Over the last couple weeks, a colleague and I have been trying to clean up the cable mismanagement behind our racks. To work on the equipment you’re literally standing on about 1 feet of coiled cable mess. This issue has probably been there over the last several years and nobody has paid much attention to it. Likely because it does not affect the actual functioning of the equipment? And also, this is painstakingly unrewarding work.
Every single day we’ve been behind those racks, we keep thinking - why would someone leave so much of surplus cable and more importantly leave it so disorganized? I believe the reasons are multi-fold. Experience (or lack thereof), workmanship issues, time constraints, personnel turnovers and culmination of several unintentional judgement calls is what comes to mind. And then it also strikes me that I’m probably making a heavy judgement without having exposure to the situation my predecessors were dealing with? There was probably a solid reason why they had left so much slack in the cable. We will never know. Ultimately we’re here and we’re working on this ‘mess’. A few years down the lane my successors would probably think why the cables were so short and didn’t have much surplus. I guess you just take a call on what’s right at this moment and hope it works for the next few years…
In work environments where there’s heavy turnover - either because of the nature of the job or because of the team dynamics, how do you set the bar for quality workmanship?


Set down the lines below exactly as they stand, please. Go from the first through the one containing "The width and height of the screenshot is (648, 704).".
___ DATA EXTRACTS ___
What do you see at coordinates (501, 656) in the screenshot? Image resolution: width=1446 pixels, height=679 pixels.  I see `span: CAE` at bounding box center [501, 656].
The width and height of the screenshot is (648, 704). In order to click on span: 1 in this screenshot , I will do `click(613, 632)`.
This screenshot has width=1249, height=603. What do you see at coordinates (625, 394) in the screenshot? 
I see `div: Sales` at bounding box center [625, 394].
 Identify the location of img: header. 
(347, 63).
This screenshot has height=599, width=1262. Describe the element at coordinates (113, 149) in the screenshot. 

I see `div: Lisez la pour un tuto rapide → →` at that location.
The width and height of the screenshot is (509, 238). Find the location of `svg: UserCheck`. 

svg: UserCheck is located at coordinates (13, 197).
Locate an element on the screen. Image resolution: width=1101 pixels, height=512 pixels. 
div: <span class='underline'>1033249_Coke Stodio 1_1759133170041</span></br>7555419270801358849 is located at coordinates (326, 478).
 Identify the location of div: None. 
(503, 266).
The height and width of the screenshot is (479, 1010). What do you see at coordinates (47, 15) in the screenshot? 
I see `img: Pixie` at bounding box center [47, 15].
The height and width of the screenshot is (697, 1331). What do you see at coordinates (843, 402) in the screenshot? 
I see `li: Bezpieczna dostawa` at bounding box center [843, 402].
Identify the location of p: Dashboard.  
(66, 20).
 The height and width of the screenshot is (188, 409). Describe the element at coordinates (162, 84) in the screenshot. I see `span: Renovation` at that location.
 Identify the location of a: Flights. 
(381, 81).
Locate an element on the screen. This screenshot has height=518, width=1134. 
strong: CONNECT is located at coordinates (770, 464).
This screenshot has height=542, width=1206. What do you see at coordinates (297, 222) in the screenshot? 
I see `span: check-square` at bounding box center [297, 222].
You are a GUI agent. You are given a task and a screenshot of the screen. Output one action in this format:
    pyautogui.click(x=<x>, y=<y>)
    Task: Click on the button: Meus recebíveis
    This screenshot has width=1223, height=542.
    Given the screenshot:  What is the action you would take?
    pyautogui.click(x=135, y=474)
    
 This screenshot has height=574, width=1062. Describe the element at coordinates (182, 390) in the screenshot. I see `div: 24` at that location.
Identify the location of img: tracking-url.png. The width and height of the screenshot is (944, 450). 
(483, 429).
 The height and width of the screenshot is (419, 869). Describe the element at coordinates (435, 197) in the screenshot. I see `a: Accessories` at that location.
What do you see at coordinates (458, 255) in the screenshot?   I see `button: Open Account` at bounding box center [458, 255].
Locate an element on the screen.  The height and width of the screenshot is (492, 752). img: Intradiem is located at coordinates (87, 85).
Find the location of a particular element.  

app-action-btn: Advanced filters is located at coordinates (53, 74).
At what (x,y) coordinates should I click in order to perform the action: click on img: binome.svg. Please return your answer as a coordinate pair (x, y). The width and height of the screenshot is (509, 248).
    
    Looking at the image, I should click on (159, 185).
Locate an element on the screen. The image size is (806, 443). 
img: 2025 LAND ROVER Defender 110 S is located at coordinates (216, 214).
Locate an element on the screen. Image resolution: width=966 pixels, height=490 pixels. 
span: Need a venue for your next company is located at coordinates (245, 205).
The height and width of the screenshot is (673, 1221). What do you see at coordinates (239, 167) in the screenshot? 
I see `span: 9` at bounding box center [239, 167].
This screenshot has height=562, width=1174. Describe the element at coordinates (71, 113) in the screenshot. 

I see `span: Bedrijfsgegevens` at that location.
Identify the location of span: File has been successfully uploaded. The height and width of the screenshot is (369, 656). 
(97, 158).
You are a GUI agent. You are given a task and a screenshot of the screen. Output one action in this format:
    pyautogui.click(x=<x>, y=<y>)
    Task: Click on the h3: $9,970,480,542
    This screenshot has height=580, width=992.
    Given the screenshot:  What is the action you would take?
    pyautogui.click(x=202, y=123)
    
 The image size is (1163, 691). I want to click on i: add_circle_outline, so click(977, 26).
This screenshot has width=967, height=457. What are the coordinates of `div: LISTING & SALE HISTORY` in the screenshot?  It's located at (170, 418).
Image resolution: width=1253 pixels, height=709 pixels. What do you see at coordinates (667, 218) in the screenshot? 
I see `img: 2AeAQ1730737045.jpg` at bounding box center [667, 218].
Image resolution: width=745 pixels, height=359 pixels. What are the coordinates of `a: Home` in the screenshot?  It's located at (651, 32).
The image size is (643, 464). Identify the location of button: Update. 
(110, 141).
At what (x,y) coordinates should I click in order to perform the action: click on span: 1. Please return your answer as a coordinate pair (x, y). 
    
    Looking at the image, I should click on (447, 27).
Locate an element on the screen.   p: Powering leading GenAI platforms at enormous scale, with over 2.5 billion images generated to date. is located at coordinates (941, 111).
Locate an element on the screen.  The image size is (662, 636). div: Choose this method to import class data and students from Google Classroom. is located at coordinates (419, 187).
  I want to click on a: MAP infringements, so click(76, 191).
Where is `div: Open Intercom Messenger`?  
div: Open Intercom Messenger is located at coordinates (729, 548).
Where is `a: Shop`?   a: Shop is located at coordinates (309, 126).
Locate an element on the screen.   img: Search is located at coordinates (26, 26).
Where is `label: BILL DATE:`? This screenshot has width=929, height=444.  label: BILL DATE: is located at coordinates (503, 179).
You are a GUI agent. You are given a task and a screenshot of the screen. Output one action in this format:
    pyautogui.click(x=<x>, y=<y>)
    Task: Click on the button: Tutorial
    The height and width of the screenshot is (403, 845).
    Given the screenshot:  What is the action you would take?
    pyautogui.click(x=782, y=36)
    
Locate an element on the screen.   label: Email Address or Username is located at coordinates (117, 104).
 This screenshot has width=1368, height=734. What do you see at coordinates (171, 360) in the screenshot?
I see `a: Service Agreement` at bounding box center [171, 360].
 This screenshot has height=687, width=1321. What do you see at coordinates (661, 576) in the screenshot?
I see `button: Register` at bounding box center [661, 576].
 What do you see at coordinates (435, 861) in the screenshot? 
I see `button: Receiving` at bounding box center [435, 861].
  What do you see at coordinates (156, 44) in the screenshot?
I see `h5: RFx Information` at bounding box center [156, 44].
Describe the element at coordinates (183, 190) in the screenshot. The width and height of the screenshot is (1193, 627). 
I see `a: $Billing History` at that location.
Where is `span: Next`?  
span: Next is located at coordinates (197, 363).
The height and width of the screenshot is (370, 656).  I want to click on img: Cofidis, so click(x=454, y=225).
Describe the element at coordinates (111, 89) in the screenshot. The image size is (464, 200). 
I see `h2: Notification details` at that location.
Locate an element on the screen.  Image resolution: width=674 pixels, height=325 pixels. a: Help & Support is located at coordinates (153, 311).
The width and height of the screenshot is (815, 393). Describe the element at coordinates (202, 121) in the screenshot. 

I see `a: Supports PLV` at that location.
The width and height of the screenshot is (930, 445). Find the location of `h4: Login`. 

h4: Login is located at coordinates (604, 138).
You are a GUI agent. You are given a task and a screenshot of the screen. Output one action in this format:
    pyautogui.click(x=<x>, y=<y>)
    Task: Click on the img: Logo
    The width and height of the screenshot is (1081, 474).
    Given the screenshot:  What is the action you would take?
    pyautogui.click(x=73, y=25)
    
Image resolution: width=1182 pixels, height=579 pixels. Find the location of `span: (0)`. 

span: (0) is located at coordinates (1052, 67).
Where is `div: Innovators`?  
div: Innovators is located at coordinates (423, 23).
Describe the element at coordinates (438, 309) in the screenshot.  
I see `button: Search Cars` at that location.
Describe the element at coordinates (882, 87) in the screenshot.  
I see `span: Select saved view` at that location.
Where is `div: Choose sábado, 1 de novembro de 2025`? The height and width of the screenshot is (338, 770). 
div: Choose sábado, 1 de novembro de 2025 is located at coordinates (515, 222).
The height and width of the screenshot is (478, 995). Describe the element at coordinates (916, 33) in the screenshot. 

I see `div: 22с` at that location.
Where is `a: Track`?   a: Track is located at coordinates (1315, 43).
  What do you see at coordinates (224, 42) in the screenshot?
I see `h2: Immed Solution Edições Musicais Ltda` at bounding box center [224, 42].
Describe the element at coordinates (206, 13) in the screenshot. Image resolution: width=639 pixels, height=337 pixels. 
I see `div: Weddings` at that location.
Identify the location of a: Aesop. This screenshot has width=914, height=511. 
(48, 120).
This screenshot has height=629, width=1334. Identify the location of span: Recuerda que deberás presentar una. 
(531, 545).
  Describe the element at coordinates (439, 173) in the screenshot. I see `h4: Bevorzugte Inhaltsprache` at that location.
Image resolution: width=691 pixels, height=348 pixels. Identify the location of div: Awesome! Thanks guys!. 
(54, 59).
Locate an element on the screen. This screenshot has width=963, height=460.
___
RESPONSE –
What do you see at coordinates (501, 656) in the screenshot? Image resolution: width=1446 pixels, height=679 pixels.  I see `span: CAE` at bounding box center [501, 656].
The width and height of the screenshot is (648, 704). In order to click on span: 1 in this screenshot , I will do `click(613, 632)`.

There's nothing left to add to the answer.